Wrong to make employees the scapegoat
Migrant workers receive their pay at a construction site in Dazu district, Chongqing, on Dec 26, 2013. [Photo/China Daily] |
During the first three quarters of this year, nine provincial areas including Beijing, Shanghai, and East China's Jiangsu province, raised the minimum wage by about 10.7 percent on average, fueling concerns about "overburdened employers". Raising the minimum wage is justifiable and has little to do with enterprises' struggling to lower their costs, said Beijing Youth Daily on Saturday.
Over more than two decades, land prices and financing costs have witnessed steady growth. That explains why more enterprises are struggling to yield more gains. Take for example their financing costs, which have been doubled by banks via a variety of back-door operations. Making employees the scapegoat is hardly a feasible solution.
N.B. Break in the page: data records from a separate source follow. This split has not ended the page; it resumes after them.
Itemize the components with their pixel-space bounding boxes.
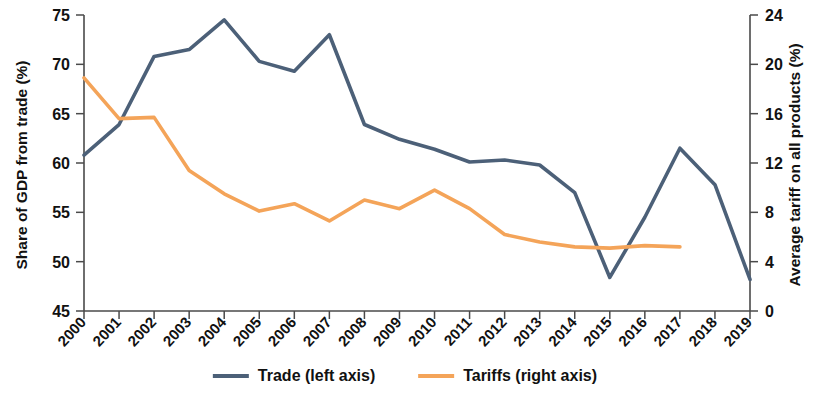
right-axis-tick-label: 16 [765, 106, 783, 123]
right-axis-tick-label: 20 [765, 56, 783, 73]
left-axis-tick-label: 50 [52, 254, 70, 271]
chart-figure: Share of GDP from trade (%) Average tari… [0, 0, 814, 397]
right-axis-tick-label: 0 [765, 303, 774, 320]
left-axis-tick-label: 65 [52, 106, 70, 123]
right-axis-ticks: 04812162024 [750, 7, 783, 320]
chart-legend: Trade (left axis)Tariffs (right axis) [213, 367, 597, 384]
right-axis-tick-label: 12 [765, 155, 783, 172]
x-axis-ticks: 2000200120022003200420052006200720082009… [54, 311, 755, 349]
right-axis-tick-label: 8 [765, 204, 774, 221]
left-axis-title: Share of GDP from trade (%) [13, 60, 30, 269]
left-axis-tick-label: 75 [52, 7, 70, 24]
series-line-tariffs [84, 78, 680, 248]
legend-label[interactable]: Tariffs (right axis) [463, 367, 597, 384]
right-axis-tick-label: 4 [765, 254, 774, 271]
left-axis-tick-label: 45 [52, 303, 70, 320]
right-axis-title: Average tariff on all products (%) [786, 43, 803, 286]
left-axis-tick-label: 70 [52, 56, 70, 73]
left-axis-tick-label: 60 [52, 155, 70, 172]
dual-axis-line-chart: Share of GDP from trade (%) Average tari… [0, 0, 814, 397]
series-layer [84, 20, 750, 280]
left-axis-ticks: 45505560657075 [52, 7, 84, 320]
series-line-trade [84, 20, 750, 280]
right-axis-tick-label: 24 [765, 7, 783, 24]
legend-label[interactable]: Trade (left axis) [258, 367, 375, 384]
left-axis-tick-label: 55 [52, 204, 70, 221]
And it is unfair for some employers to accuse better paid employees of imposing an extra burden on them. A higher minimum wage does not necessarily contribute to the financial burden on enterprises. Quite the opposite in fact, since a slow rise in employees' wages may result in shrinking productivity, which would further stifle an enterprise's long-term growth. That workers worked longer but produced little in the era of the planned economy is a case in point.
The argument that increased wages hurt employees eventually does not hold water, especially given the exponential rise in property prices across the country. The real estate prices in most cities have risen at least fivefold in the past decade or so, while the rise in wages has had barely a fifth of that momentum. The gap is by no means narrowing, making affordable housing a pie in the sky for an increasing number of wage earners.
What is more noteworthy is that Chinese residents' real purchasing power is much weaker than their salaries, because they still have a lot to pay when it comes to medical treatment and the education of their children. Those who have had the "luxury" of buying an apartment in first-tier cities may struggle more to pay the monthly mortgage. They cannot afford to be sick or lose their job, let alone enjoy the "dividends of development".
Employers are right to try and lower their costs, but blaming their employees for these costs only makes things worse.